I made clear my end-of-life wishes and my hopes for him when I die: that he remarry. That he find some gorgeous woman who (unlike moi) would do triathlons with him. That he bring her to live in our home, no guilt.
It didn’t even need to be said, “Choose someone whom our children also adore,” such is my absolute faith in his judgment.
John listened when I spoke of the future, but rarely replied. He focused on immediate tasks. He almost never spoke of his own hopes in a life without me.
Until late one night, after a few drinks, he got serious and said he was ashamed to tell me something.
Lord, I thought, what could it be?
He said that after I die, he wanted to go back to school to become a physician’s assistant. That it was a better career for a single father of three, and that he believed he would be good at it and enjoy it.
I was thrilled! A new career, a giant change-up in his life, would speed burial of the past.
“Don’t ever feel guilty to tell me what you hope for without me,” I said, my curled fingers resting on his hand. “It comforts me, John. It makes me happy.”
I now study anatomy. I had often struggled to explain to John precisely where the itch was I needed him to scratch. So I am learning the lingo: “Right posterior second metacarpal, please.”
He scratches in the exact right place. I smile. John is learning anatomy too. He is learning to be a physician’s assistant with a real patient.
I am doing what I can to launch him into a life without me.
Joyfully.
Budapest
Our special place was Budapest. When John and I talked about the past, as we often did, our thoughts always came back to this city where we spent our first two years of marriage. The place where we laid the foundation for our lives together.
After the wonder of the Yukon with Nancy, Budapest was the place I thought of first. It was our twentieth wedding anniversary that year. I wanted to spend it with John in the place where our married life began.
Whatever the future, John and I told ourselves, we have today. We have old memories to rekindle and new memories to make.
The Hungarian cold hit us hard. John and I were used to south Florida winters and had forgotten how chilling Budapest in February could be. I was a tropical girl. Why, I wondered, was I always traveling into the cold?
Then we heard the warm laugh, booming across the airport. A memory from two decades before
.
“Szervuszstok!” our old friend Feri Der shouted, greeting us in Hungarian with hugs and kisses. John had met Feri during our first stay. They played on a baseball team together, a Hungarian passion at the time (though John was only one on the team who knew all the rules). I had not seen Feri in Hungary for twenty years, and there he was.
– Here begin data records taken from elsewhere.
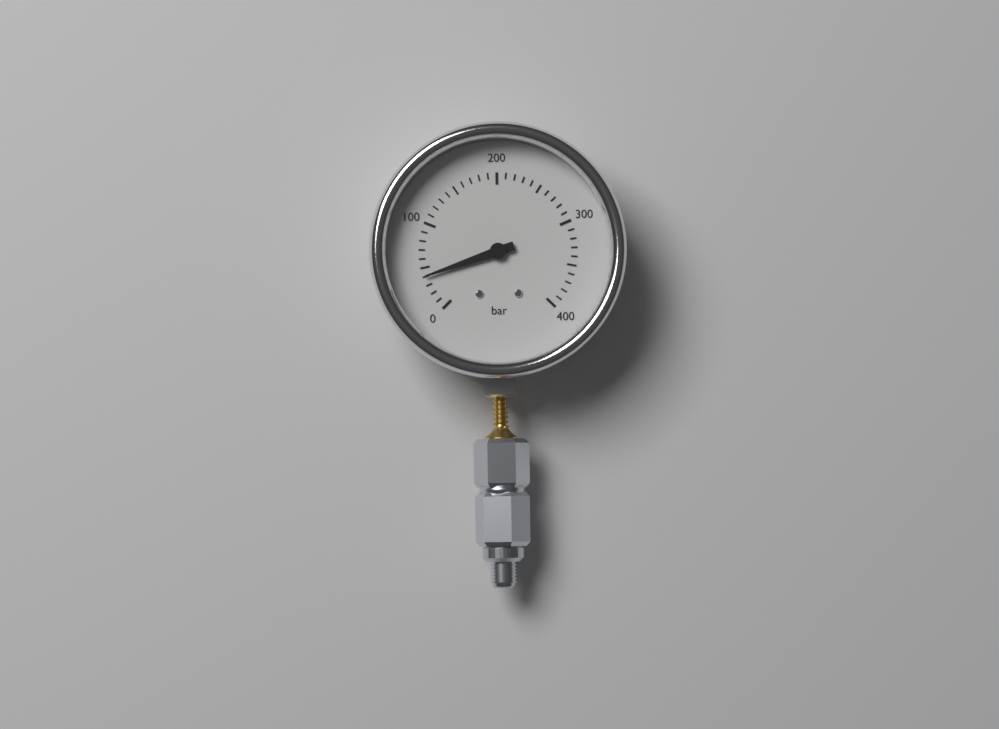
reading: 40 bar
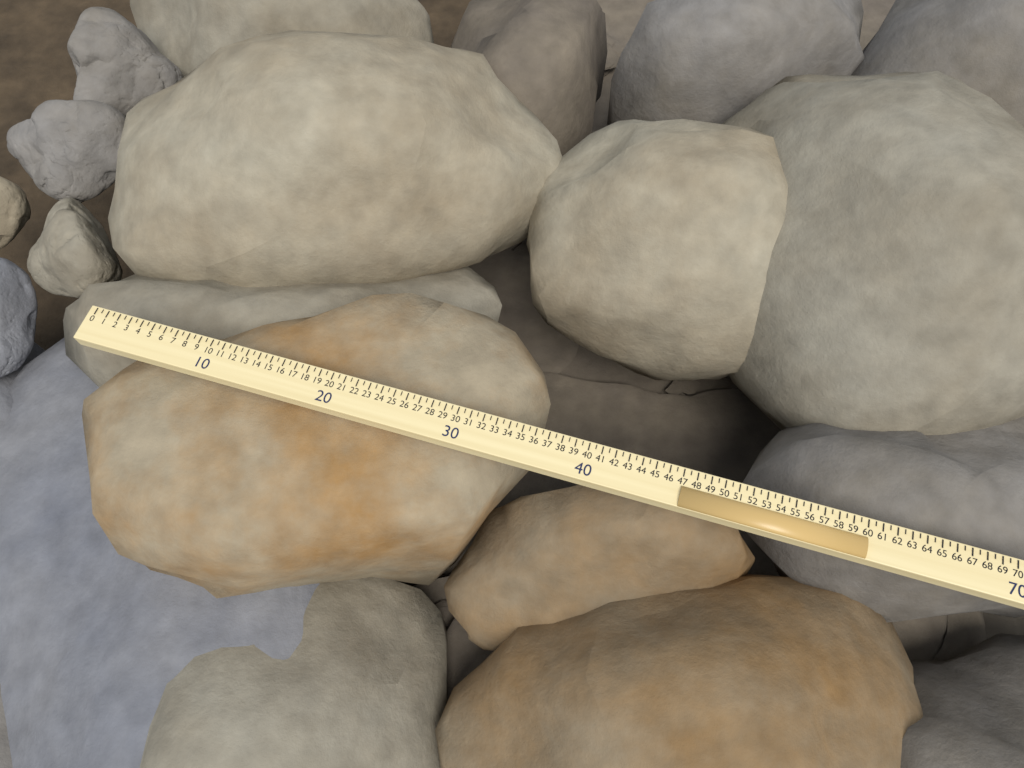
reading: 36.0 (no unit)
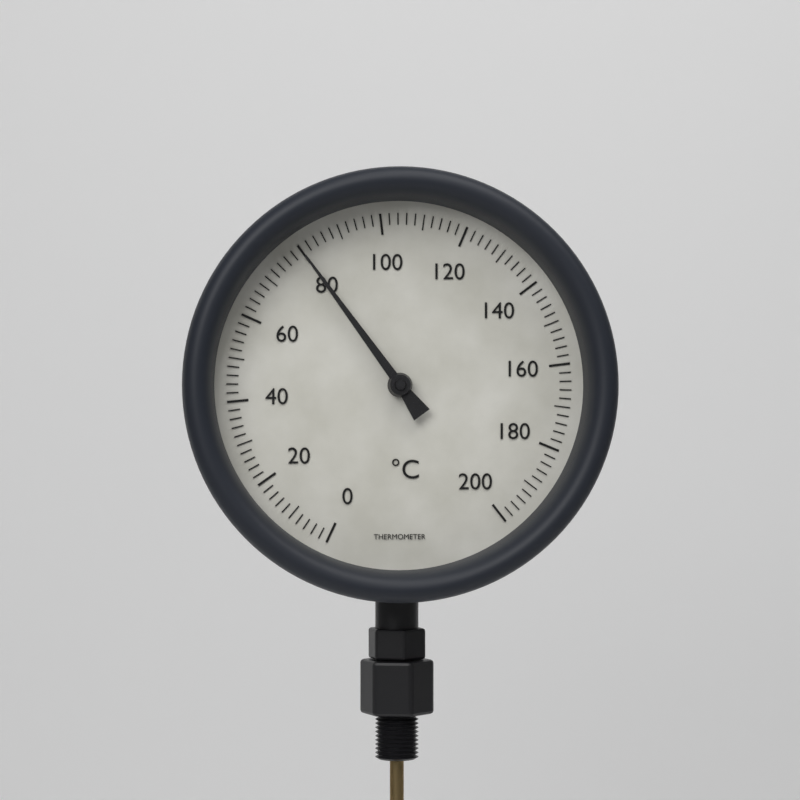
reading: 80 °C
“Szervuszstok, my friends. Szervuszstok! So good to see you. I’ll get the car.”
When we left Budapest in 1994, Russian and East German autos had chugged along its streets. One, the Trabant, powered by a mix of oil and gas, spewed so much pollution that building facades crumbled. Feri drove a truck called a Barkas, a classic piece of East German technology that always broke down.
This time, as John helped me to the curb, we noticed a white Cadillac Escalade. “Man, that’s odd to see here,” John said.
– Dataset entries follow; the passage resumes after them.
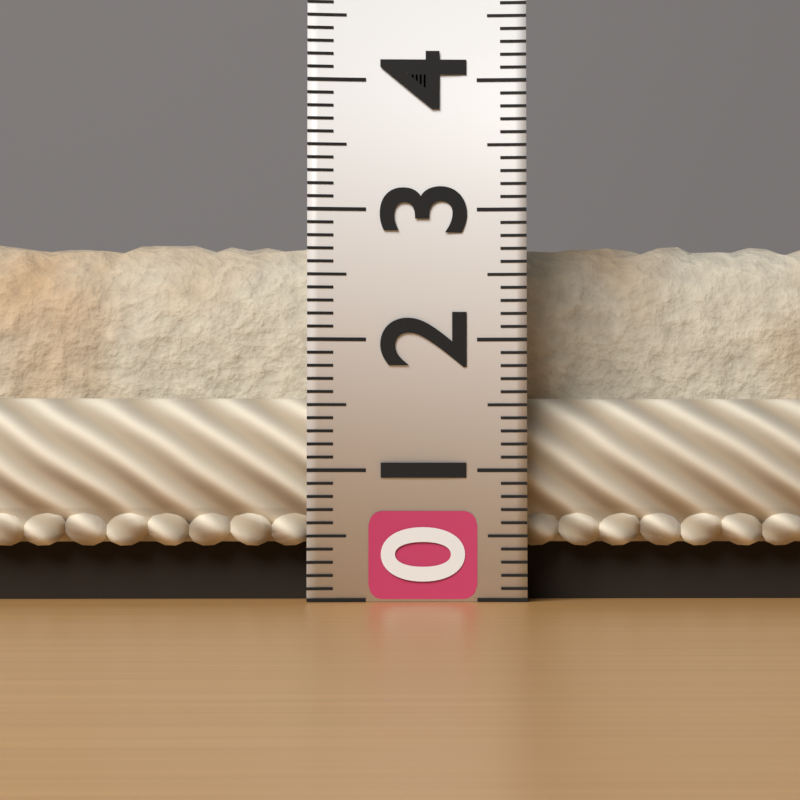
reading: 2.9 (no unit)
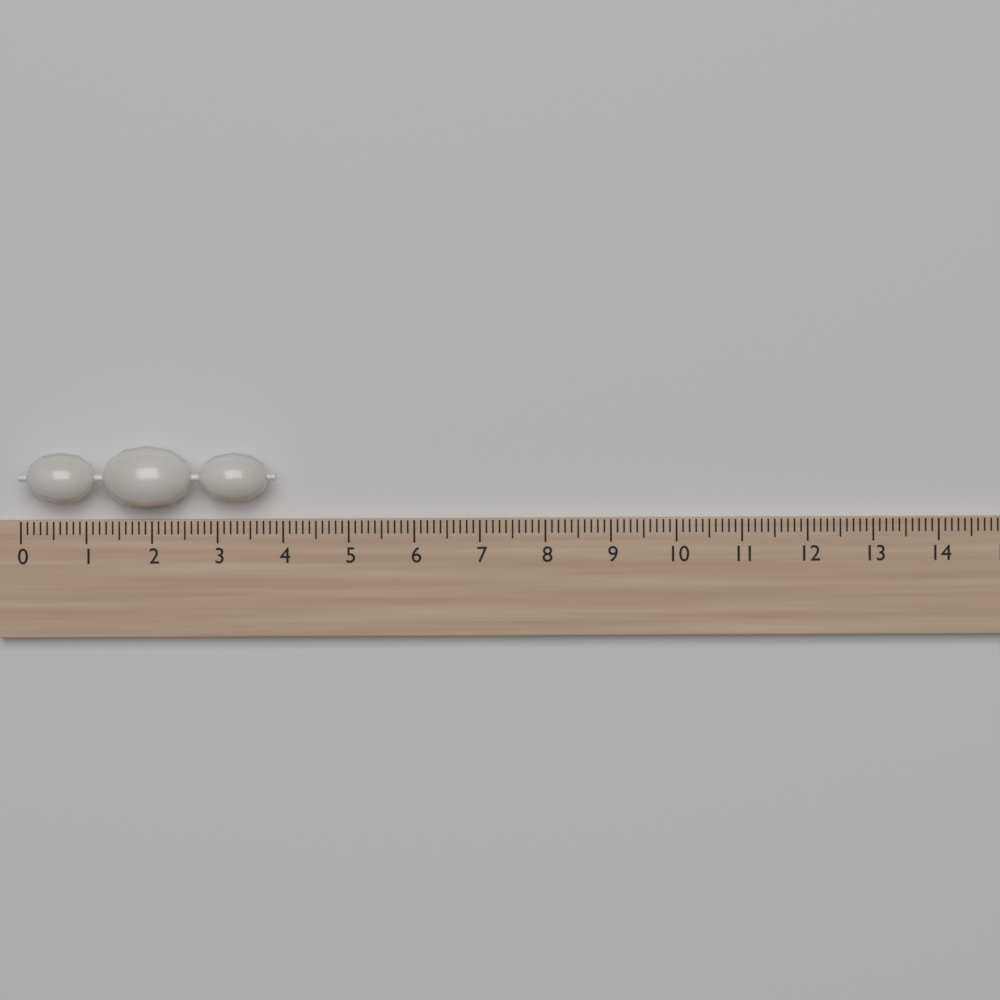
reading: 3.9 (no unit)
And out of the Caddy hopped Feri, laughing.
On the ride from the airport, we saw the effect of twenty years. Gas stations, German groceries, billboards, giant box stores, and—Lord help me—strip malls. Once-dark streets awash in neon. Renaissance buildings with shiny new drugstores on their first floors.
Don’t miss the old, I told myself. Embrace the new.
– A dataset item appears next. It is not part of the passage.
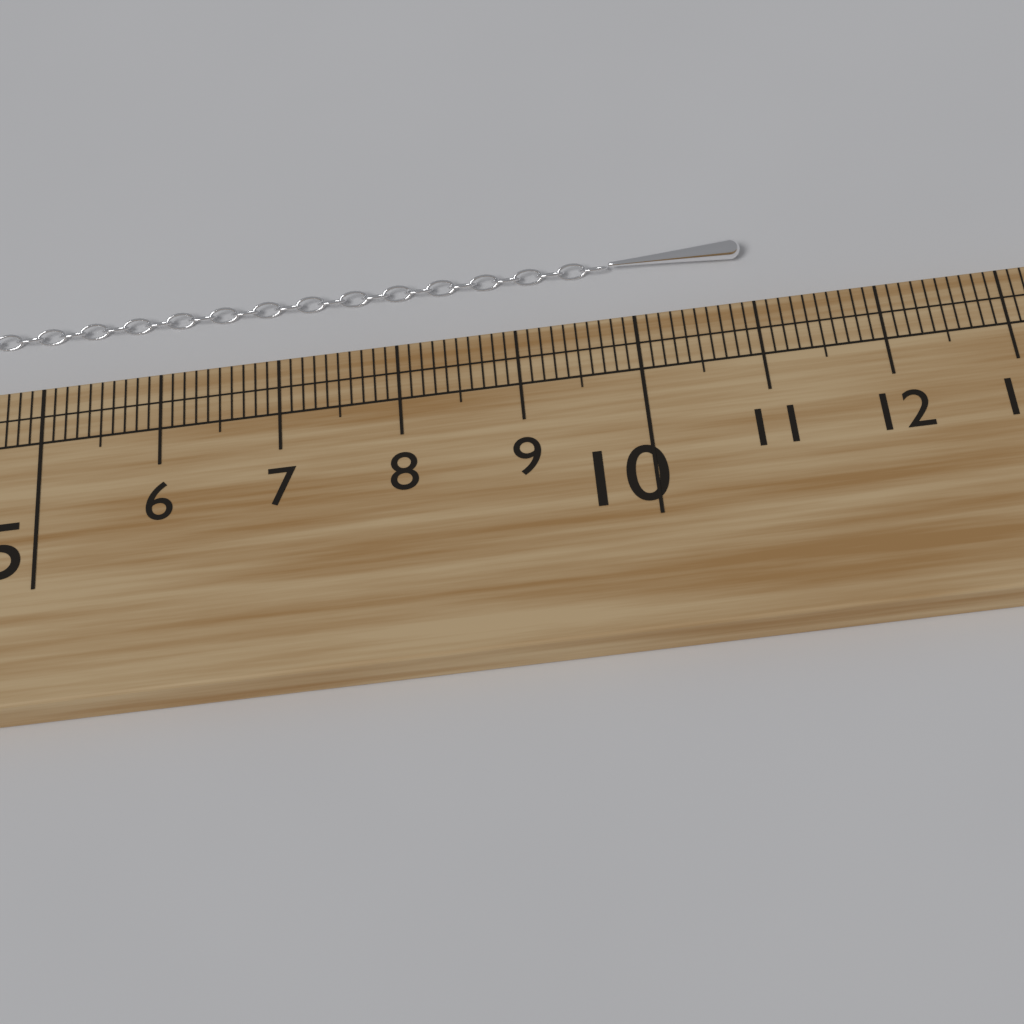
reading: 11.0 cm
In 1994, Feri had been living in a shanty in a Budapest suburb, building his dream home. The shanty was little more than a plywood box with a cot. Feri scraped together money bill by bill. John had helped him build clay walls nearly two feet thick with a trowel and shovel, one foot at a time. One day, they went together to the forest and selected the home’s master beam.
Now we pulled up to the completed dream: a square, two-story traditional farmhouse in the middle of Budapest. A piece of the past in a post-Soviet world.
Feri showed us each detail: the scalloped roof tiles, heated floors, custom bread oven, a woven-branch fence that offered a relief from the chain fences that fronted the other yards. Feri had wrought the iron window latches himself. “A hundred and twenty-four of them!”